Business Booming on Pilbara-Singapore Sea Routes
Trade on the new shipping routes established just over a year ago between the Pilbara and Singapore has boomed and now includes shipments from companies outside the region.
Key points:
- Trade on the new direct sea routes between the Pilbara and Singapore has exploded
- Some companies choose to ship goods via the Pilbara to avoid bottlenecks in Fremantle
- Pilbara Ports Authority says it needs to expand facilities to keep pace with incoming cargo
Project manager for global logistics company Pentagon Freight Services, Kylie Woodfin, said the ports of Dampier and Port Hedland were now seen as alternatives to the port of Fremantle.
“The ship that’s in Dampier harbor right now, I’ve filled up a drill rod that we’re actually going to truck here [to Perth] because it’s going to cost us less money and less time to bring it up north and then bring it to Perth,” she said.
The first shipments along the new route from Singapore – a major global shipping hub – arrived in Port Hedland in November 2020 and Dampier in February 2021.
These routes connect the Pilbara to the world, via Singapore, as stated by Captain Paul Toussaint-Jackson, founder of the direct freight company Australian Floating Decks which carried out the Pilbara Freight Study 2018.
Through the port of Dampier and Port Hedland, the company’s trade has reached the equivalent of 20,000 twenty-foot shipping containers per year and continues to grow.
Pilbara Ports Authority chief executive Roger Johnston said new direct shipping lines have helped trade grow and over the past year Port Hedland port has seen a tenfold increase in shipping volumes. containers.
“The Pilbara Ports Authority has already identified the need to expand its first point of entry facilities [at Dampier and Port Hedland] three times to accommodate incoming goods. »
Businesses and industry using drop shipping services said the new routes were notable time-savers.
“On transit time from Singapore alone, that saves about six days,” Ms Woodfin said.
“On top of that, the berthing delays for the ship to even be moored here in Freo Harbor, you’re looking at weeks on ships laden with steel.”
Previously, freight en route to the region landed in Fremantle and was trucked 1,000 odd kilometers or more to the northwest of the state.
Pilbara Stone – which mines marble mainly south of the Ashburton River – said the ability to ship from Dampier has significantly reduced transport distances and costs.
“We made some early shipments through Perth, which required us to arrange truck loading and then shipment from Perth to processing plants in China,” said manager Mike Elliot.
With much of the state’s resource industry located in the north, large items such as drilling rigs would also have to be trucked in from the Port of Fremantle.
Ms. Woodfin said Pentagon customers, who are primarily in the oil, gas and renewable energy sectors, have also found that direct shipping routes have resulted in lower costs.
“It has certainly brought costs down in an economic climate where everything else is going up. It has made availability and space on ships much easier.
Part of the challenge of shipping to a busy port with a backlog was the possibility of being hit with heavy loads, Ms Woodfin said, such as vessel detention charges.
“For the smaller cargo, which is non-containerized cargo, when you remove a lot of their ship, you become responsible for delays on the ships.
“Usually when it wasn’t as bad as it is now, it would usually take four days for the ship to come and unload and then be gone.
Captain Toussaint-Jackson said he expected up to 10% of general merchandise trade through the port of Fremantle to shift to direct Pilbara trade.
The new roads, he said, have also reduced prohibitive costs and enabled local businesses to export to overseas markets.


Show all lines below holding the string "octagonal".

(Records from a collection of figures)
· · · · ·
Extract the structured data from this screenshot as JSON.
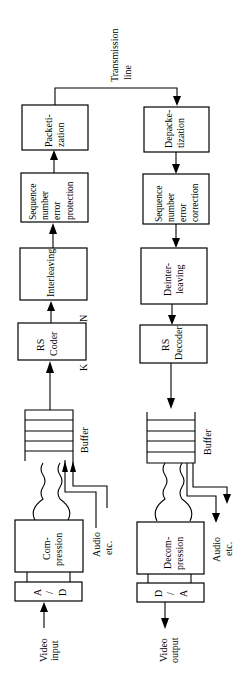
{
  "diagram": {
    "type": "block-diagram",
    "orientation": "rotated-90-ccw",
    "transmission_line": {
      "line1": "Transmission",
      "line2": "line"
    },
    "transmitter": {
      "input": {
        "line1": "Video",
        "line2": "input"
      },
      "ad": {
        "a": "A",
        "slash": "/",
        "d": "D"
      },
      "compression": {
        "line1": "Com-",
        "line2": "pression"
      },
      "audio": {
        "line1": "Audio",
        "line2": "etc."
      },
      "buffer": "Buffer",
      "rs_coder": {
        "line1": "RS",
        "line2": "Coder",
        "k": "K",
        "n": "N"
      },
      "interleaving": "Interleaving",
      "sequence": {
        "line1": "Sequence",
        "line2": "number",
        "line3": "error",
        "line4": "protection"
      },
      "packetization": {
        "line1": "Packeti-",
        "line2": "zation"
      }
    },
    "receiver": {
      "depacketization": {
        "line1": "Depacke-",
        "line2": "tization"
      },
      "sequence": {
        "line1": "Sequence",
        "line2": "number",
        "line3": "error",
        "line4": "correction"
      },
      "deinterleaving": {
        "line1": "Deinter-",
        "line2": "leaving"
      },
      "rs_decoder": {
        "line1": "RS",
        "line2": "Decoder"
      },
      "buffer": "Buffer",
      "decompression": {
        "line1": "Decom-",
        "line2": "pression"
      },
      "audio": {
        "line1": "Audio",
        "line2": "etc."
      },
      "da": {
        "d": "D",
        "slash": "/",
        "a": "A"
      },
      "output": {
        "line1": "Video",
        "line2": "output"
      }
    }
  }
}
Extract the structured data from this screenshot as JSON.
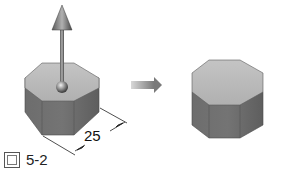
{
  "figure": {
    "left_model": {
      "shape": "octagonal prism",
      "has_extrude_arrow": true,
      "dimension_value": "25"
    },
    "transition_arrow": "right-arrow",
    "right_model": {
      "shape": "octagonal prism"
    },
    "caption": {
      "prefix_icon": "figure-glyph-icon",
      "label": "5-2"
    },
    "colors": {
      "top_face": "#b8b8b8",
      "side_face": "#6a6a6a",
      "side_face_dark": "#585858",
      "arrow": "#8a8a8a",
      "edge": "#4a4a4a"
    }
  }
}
· · · · ·
=== ANSWER FOR THIS EXERCISE ===
      "shape": "octagonal prism",
      "shape": "octagonal prism"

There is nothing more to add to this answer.